Anyone approaching Ingmar Bergman’s The Serpent’s Egg (1977) with Bergman’s oeuvre in mind and expecting Bergmanesque psychological angst will be very disappointed with this film. Approaching with a different perspective will be a different experience for viewers. Author Marc Gervais confirms this in an archival interview extra on this Arrow Academy release, in which he invites the viewer to look at it from the perspective of 1920s Weimar German Expressionism rather than the usual dark night of the soul in many of the Swedish Master’s films. At the time of making The Serpent’s Egg, Bergman was living in self declared exile in Munich, Germany, disappointed and depressed at being hounded for alleged unpaid taxes in his beloved native Sweden, a country his work seemed so entwined with.
How appropriate therefore that the protagonist should be an outsider, an American born Jew called Abel Rosenberg (David Carradine) living in Berlin. The date is November 3rd 1923 and he and his family, former circus performers have recently arrived in Berlin during the period of hyperinflation. Rosenberg does not speak much German and is desperately looking for work. He is struggling with alcohol abuse to numb the pain of his circumstances. He learns that his brother has just committed suicide and sleeps with his sister-in-law, Manuela (Liv Ullmann) who is a cabaret performer. He also starts to learn because he is Jewish as well as an outsider that he is entitled to less than others and cast further out by society. Abel begins to steal from Manuela and take money from others in order to survive.
As the month goes on the crisis in Germany deepens with further anti-Semitic attacks and a deepening political crisis. People here of the Nazis and the plot of a putsch by Hitler in Munich, with the population further attracted to right-wing politics. Abel drifts further into alcohol abuse and becomes further abusive to Manuela.
Bergman continues with his dark themes in The Serpent’s Egg, but moves in a different direction with this film in that, unlike in some of his best known Swedish films, this is not the psychological deconstruction of a couple or a family, but rather of a whole country. The film does feel very set bound, but nevertheless, the director has managed to bring much of the fear that must have been present in Germany in 1923, the darkest days of the post-Great War period until Hitler took power. Suicide, Lustmord, decadence and abuse are all present in the film. Like in many of the director’s films he shows abuse and violence in a very graphic manner, such as when the Nazi thugs between up the Jewish owner of the cabaret in which the violence is captured just off camera, but is none the less still very graphic. Lustmord was very present in the sex crimes taking place in Germany during this period which became evident in films, art and literature at the time. Meanwhile, in one of the most unusual twists of a Bergman film, we see at the films conclusion a proto-Nazi doctor filming experiments of people dying in agony – even himself.
This is a very dark film indeed and not one given a great deal of credit or coverage in the director’s oeuvre; possibly because it was filmed in English and came during his exiled in years in West Germany, his last respected masterpiece had been Scenes From a Marriage (1973). Ullmann particularly demonstrates what an outstanding actress she is as she shows us real emotional pain as the grieving widow caught between the struggles of survival and the abuse at the hands of Abel. Carradine was an unusual choice and not the first, but, as the actor says on the extra, Bergman wanted his mystique (he was TV’s ‘Kung-Fu’ at the time).
Apparently it was not altogether a comfortable experience for Bergman (were any of his films) as he only had Liv and regular cinematographer Sven Nyqvist. The camerawork is very brown and earthy, almost sepia in its tone. I will admit that this was the second time viewing this film and did not particularly like it on the first viewing, but on second with different expectations, it was a much better experience with the director having cleverly depicted the breakdown of the social order in what is otherwise a very un-Bergman like film that pays much homage to Weimar German cinema.
Extras on the disc include archived interviews with Carradine and Ullmann and an interesting talk on the film by writer Barry Forshaw, as well as a commentary by Carradine.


Work required> Please return all lines of the data below containing the string "bracket".

START Supplied entries

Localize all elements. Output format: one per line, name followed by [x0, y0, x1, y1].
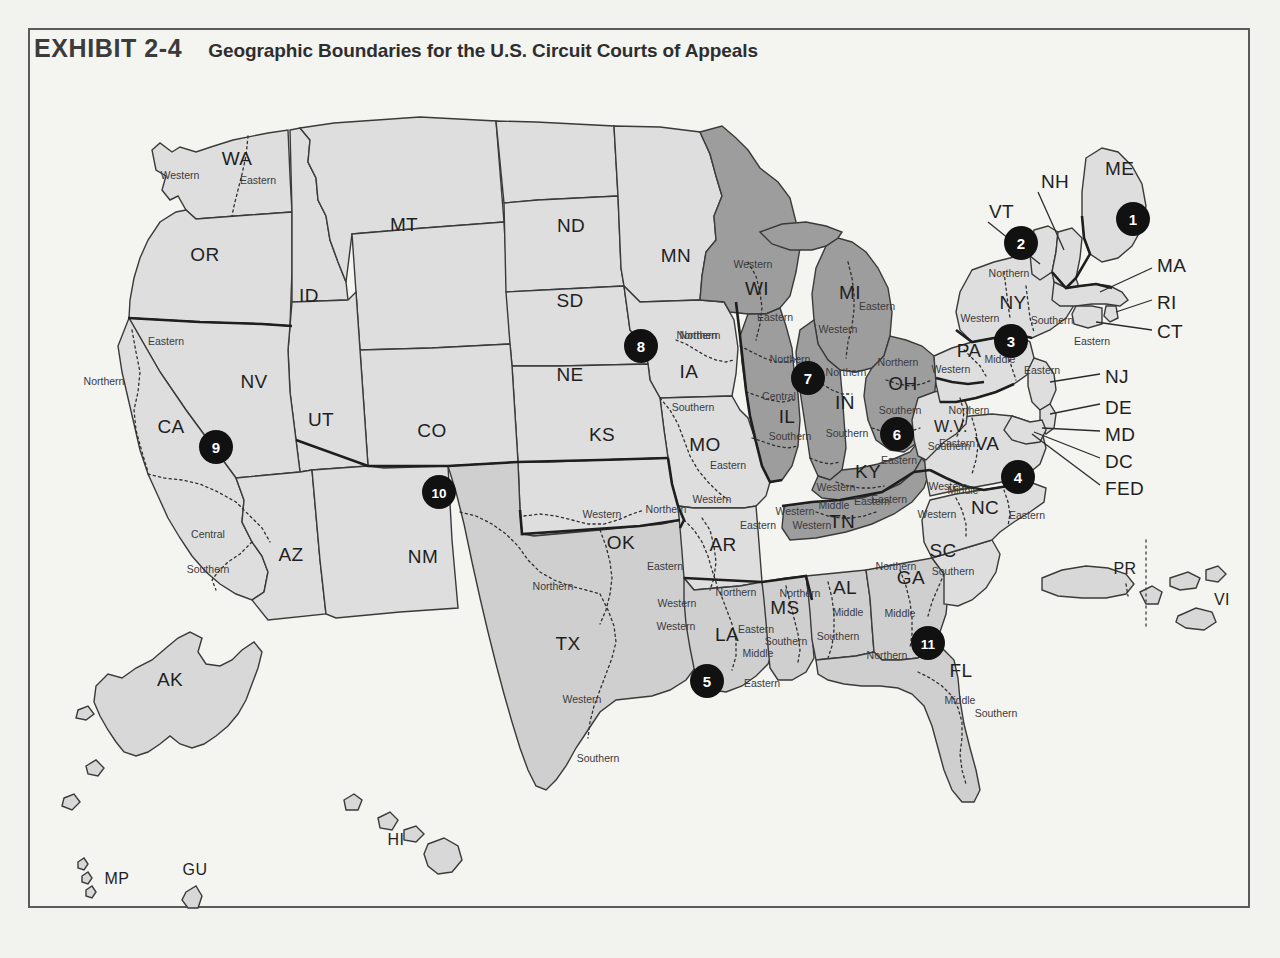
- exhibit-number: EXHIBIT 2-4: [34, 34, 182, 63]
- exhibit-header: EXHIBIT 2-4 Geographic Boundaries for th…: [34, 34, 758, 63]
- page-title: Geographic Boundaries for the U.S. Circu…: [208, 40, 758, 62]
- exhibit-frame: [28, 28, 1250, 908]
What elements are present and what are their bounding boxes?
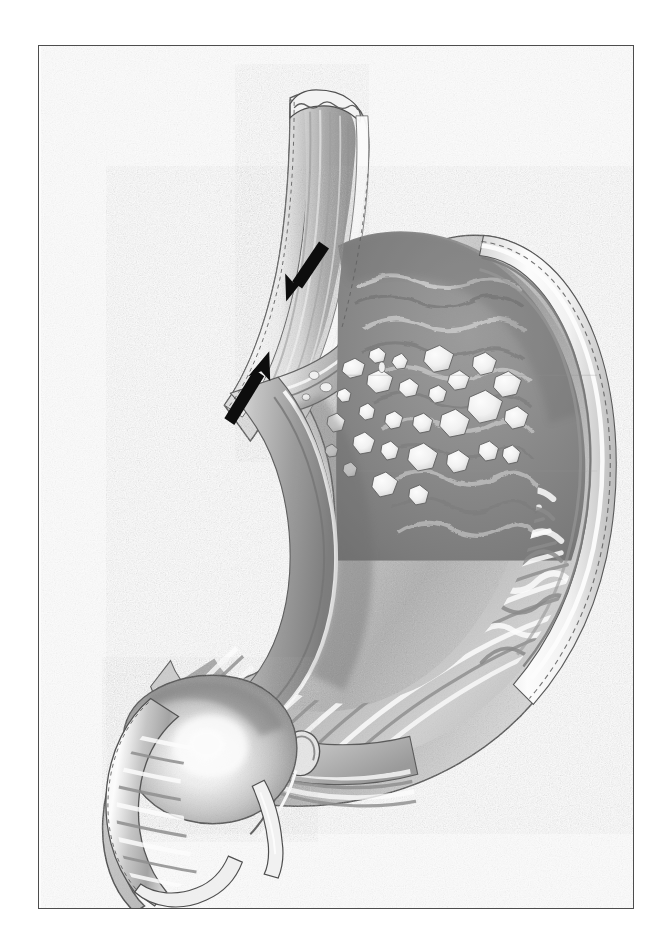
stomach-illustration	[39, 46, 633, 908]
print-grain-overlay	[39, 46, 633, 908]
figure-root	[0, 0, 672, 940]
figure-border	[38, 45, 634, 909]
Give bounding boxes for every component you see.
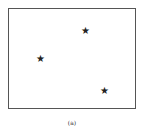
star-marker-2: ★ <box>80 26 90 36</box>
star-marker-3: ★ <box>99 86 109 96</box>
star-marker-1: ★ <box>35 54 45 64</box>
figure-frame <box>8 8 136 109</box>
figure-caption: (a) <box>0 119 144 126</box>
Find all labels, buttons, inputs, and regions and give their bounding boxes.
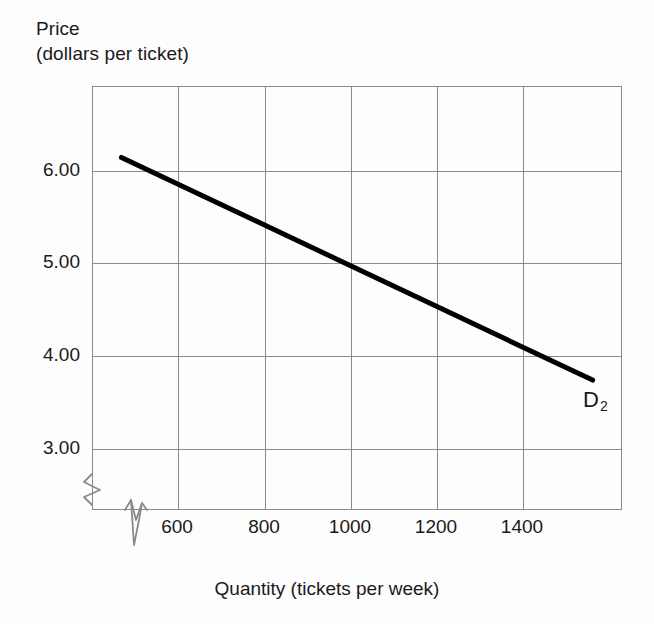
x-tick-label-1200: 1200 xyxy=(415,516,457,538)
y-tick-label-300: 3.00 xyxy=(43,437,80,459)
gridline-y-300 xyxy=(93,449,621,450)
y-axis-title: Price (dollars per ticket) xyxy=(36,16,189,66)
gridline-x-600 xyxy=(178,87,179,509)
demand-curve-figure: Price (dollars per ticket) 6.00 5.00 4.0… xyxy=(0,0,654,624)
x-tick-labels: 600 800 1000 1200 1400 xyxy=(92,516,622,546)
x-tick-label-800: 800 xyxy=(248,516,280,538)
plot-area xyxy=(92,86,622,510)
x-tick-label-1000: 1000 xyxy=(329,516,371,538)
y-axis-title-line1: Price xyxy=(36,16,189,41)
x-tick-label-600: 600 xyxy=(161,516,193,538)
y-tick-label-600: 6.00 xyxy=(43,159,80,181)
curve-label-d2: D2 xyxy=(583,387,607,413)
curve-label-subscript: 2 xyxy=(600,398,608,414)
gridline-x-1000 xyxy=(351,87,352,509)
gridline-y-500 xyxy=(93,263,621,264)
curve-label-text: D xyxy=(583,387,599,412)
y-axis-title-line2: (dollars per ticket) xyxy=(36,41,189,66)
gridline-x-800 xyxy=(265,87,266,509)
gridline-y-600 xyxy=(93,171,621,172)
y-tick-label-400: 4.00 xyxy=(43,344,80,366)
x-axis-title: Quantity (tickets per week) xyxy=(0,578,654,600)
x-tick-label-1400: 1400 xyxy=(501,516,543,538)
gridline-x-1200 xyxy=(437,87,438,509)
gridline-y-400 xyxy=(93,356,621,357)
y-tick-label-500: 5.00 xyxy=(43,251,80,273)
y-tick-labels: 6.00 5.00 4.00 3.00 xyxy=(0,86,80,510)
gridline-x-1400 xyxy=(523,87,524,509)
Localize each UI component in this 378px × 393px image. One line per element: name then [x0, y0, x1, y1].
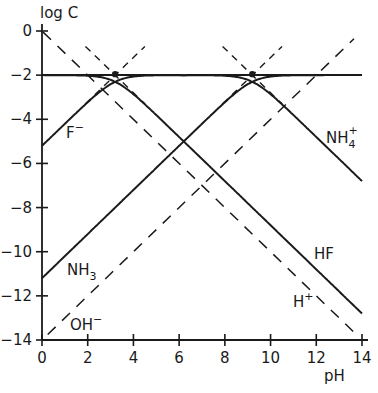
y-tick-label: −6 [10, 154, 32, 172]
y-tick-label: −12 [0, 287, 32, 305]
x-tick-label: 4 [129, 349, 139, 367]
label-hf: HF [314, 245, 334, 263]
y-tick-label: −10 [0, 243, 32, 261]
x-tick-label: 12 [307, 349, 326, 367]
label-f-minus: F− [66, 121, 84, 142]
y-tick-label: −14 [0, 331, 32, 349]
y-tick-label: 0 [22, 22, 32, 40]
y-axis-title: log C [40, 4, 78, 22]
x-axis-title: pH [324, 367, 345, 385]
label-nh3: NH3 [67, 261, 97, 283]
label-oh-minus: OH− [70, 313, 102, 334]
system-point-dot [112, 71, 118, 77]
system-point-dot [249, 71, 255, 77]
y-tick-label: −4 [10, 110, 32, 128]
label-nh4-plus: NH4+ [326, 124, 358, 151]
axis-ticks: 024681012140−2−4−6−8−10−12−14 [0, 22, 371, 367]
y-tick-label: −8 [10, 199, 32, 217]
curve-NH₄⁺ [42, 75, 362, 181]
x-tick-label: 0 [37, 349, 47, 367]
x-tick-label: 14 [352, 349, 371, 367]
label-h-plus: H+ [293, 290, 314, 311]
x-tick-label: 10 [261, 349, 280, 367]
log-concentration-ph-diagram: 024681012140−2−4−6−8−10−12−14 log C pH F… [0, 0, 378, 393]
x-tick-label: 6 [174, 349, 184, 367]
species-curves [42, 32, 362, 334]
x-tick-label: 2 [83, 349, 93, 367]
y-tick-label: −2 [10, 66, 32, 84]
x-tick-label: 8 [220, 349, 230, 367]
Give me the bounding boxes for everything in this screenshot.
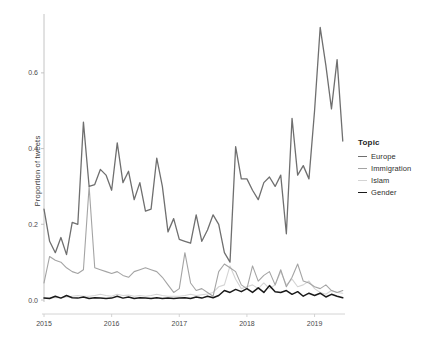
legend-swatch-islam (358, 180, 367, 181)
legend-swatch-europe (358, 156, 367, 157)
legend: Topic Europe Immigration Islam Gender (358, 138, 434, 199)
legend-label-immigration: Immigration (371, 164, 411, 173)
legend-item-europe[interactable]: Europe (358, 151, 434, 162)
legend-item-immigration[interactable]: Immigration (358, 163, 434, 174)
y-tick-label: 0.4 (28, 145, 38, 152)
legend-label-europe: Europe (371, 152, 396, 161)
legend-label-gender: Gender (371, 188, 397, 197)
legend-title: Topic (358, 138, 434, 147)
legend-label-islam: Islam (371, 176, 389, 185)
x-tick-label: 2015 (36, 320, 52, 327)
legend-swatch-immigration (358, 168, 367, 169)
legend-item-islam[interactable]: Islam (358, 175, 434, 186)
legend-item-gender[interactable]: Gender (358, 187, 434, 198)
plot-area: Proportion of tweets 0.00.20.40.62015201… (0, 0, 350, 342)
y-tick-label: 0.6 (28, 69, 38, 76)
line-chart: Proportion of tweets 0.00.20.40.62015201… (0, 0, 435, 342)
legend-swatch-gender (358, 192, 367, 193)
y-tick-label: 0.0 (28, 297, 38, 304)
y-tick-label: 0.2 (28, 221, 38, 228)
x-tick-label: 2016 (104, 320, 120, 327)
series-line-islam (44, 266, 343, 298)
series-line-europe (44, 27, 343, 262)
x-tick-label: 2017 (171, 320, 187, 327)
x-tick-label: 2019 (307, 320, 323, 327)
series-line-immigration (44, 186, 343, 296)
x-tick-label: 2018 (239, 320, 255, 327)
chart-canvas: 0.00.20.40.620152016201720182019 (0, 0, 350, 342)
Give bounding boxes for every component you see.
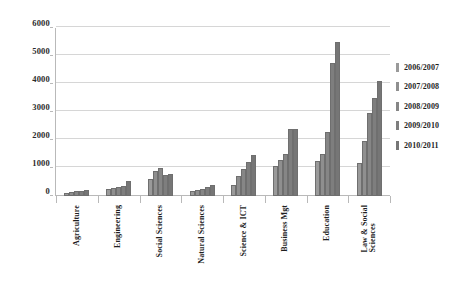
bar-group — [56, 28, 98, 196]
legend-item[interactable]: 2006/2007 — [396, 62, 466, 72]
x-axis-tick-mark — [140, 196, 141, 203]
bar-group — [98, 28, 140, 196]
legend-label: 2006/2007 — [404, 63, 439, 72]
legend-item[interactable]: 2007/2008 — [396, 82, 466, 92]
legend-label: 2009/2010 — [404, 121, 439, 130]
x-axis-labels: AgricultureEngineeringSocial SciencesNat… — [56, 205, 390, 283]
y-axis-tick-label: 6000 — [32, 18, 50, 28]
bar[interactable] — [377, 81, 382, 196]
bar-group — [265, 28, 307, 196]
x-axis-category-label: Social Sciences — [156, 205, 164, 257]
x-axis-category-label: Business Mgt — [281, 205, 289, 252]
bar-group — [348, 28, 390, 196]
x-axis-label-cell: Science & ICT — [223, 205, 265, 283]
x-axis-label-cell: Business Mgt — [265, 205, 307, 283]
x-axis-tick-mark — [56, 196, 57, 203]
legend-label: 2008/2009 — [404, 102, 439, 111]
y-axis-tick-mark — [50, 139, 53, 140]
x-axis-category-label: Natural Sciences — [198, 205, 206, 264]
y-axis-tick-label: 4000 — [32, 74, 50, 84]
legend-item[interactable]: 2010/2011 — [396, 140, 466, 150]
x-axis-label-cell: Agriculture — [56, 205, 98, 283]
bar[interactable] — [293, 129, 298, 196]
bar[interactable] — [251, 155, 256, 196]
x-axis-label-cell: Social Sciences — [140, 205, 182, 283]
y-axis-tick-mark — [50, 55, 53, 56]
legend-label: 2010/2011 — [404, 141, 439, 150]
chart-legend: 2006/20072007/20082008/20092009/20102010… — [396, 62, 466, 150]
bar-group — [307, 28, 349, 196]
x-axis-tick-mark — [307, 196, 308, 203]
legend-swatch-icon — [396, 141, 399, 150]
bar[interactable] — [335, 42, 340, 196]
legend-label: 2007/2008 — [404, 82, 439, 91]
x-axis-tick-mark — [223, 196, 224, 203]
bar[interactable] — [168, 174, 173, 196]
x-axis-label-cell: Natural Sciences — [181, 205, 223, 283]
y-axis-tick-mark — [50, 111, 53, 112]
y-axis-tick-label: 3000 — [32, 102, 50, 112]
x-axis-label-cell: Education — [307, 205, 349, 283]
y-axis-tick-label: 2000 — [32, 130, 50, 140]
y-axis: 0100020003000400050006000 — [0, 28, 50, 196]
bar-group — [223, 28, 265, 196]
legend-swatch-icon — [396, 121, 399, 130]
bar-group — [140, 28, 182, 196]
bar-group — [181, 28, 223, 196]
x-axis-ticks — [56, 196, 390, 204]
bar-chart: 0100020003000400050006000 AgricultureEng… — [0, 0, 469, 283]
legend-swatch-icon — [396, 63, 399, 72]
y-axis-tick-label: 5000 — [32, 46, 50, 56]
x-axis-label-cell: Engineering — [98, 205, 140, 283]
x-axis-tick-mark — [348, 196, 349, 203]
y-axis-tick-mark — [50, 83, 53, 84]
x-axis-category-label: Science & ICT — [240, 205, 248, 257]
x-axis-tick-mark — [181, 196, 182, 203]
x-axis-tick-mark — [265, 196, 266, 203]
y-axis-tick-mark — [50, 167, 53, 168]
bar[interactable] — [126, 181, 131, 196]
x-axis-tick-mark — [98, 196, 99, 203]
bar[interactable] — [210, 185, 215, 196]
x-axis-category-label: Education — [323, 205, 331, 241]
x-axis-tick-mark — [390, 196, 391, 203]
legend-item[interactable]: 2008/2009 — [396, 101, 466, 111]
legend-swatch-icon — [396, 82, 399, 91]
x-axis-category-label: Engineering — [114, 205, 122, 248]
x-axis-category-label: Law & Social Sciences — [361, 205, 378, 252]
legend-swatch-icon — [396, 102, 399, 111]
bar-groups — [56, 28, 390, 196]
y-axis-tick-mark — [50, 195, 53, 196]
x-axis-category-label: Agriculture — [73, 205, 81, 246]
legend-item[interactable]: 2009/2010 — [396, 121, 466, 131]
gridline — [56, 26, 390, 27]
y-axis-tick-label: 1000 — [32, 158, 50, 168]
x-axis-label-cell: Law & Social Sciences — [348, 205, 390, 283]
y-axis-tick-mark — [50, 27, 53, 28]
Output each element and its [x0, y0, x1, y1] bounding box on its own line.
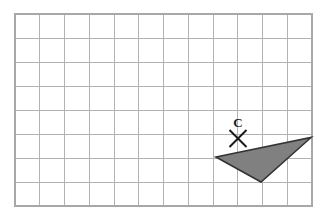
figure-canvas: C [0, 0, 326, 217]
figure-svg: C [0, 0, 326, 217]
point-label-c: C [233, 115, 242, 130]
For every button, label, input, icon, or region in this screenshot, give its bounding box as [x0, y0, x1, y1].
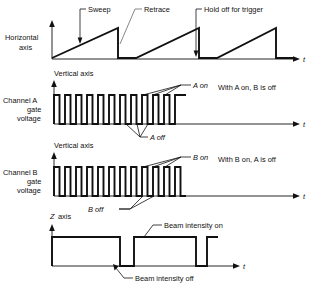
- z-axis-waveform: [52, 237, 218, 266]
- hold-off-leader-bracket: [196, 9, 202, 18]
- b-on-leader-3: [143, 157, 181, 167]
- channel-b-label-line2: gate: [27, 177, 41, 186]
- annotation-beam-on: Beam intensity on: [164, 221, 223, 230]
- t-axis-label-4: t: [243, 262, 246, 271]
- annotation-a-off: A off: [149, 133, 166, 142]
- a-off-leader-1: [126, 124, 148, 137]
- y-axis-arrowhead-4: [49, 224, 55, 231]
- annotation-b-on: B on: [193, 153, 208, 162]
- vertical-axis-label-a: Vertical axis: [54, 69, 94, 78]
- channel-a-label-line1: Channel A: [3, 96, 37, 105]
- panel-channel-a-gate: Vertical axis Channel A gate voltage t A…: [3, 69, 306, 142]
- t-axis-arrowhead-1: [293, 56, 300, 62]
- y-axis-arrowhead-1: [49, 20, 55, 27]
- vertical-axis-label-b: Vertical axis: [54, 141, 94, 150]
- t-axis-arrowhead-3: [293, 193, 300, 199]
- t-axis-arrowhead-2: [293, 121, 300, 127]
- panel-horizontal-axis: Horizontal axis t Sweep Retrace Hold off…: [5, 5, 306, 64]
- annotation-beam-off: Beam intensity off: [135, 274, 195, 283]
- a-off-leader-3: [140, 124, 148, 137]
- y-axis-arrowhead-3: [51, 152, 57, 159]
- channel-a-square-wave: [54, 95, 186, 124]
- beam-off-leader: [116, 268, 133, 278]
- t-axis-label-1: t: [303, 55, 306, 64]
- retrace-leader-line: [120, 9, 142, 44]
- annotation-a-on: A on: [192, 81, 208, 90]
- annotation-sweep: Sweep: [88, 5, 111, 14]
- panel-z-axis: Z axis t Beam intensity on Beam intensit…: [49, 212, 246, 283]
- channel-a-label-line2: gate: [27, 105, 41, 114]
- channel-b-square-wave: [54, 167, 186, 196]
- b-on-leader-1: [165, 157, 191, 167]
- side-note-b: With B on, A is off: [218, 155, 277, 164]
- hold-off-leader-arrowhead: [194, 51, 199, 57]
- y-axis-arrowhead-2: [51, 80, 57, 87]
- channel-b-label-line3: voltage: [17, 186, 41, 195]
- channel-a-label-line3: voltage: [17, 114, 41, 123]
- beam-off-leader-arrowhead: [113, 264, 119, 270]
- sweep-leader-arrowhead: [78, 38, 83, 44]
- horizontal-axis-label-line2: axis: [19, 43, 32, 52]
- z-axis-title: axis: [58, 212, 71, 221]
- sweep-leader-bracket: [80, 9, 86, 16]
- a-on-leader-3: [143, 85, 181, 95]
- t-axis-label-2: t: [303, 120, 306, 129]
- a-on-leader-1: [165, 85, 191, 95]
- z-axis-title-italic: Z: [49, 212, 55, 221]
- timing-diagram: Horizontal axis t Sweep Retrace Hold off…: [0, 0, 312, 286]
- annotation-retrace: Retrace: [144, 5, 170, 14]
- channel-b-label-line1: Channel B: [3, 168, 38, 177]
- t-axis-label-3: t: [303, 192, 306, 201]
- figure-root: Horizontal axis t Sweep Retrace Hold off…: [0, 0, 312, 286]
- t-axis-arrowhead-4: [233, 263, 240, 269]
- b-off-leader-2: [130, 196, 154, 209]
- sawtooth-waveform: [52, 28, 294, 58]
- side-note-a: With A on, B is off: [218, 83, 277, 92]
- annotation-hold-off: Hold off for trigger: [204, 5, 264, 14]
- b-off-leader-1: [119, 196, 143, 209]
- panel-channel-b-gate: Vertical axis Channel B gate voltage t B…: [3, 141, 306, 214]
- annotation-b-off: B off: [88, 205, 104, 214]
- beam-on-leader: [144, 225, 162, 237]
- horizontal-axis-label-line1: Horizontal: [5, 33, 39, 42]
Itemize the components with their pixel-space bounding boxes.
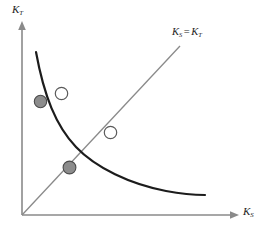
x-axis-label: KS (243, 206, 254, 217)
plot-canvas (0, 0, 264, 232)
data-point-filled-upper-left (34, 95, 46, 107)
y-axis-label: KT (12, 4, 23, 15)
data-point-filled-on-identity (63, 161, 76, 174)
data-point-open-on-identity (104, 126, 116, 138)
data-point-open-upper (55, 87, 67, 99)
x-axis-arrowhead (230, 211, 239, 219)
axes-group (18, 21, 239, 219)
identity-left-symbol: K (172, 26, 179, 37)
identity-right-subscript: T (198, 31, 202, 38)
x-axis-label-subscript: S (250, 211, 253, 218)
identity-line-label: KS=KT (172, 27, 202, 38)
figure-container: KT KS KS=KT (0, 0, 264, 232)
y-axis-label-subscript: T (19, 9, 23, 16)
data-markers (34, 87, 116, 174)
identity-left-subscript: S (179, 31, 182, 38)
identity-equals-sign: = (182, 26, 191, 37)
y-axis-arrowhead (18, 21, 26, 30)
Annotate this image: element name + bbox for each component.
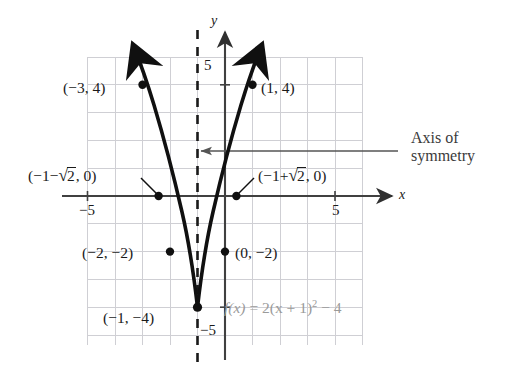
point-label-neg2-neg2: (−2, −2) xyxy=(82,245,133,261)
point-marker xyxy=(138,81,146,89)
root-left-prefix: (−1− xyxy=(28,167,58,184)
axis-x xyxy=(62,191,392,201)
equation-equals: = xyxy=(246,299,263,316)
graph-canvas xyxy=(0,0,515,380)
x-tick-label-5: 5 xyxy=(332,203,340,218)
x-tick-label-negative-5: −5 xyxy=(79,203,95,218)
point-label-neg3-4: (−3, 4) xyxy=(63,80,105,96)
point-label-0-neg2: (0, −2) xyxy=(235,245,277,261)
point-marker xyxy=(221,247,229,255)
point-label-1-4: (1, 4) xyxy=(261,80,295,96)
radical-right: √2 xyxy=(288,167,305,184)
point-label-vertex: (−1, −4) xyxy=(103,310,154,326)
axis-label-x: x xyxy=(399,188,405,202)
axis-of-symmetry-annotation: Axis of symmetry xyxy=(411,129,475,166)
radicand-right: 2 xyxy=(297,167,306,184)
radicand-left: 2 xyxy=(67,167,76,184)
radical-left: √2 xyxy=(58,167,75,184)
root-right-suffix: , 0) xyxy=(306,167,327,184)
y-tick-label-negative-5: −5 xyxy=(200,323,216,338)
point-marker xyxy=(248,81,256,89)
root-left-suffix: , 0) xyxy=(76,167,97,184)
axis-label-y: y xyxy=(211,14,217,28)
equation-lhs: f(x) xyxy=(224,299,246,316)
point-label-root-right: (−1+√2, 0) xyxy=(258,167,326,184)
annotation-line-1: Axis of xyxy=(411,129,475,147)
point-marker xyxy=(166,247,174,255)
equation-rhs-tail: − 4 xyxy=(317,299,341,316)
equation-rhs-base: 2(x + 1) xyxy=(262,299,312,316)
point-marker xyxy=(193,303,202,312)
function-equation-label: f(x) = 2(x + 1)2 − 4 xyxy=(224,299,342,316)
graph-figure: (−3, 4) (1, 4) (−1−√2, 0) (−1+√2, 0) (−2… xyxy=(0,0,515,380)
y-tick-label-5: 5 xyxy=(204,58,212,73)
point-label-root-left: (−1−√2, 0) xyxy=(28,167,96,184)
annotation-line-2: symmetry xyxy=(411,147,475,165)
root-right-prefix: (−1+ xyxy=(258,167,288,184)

END Supplied entries

Response to this exercise>
- hold-off-leader-bracket: [196, 9, 202, 18]
- sweep-leader-bracket: [80, 9, 86, 16]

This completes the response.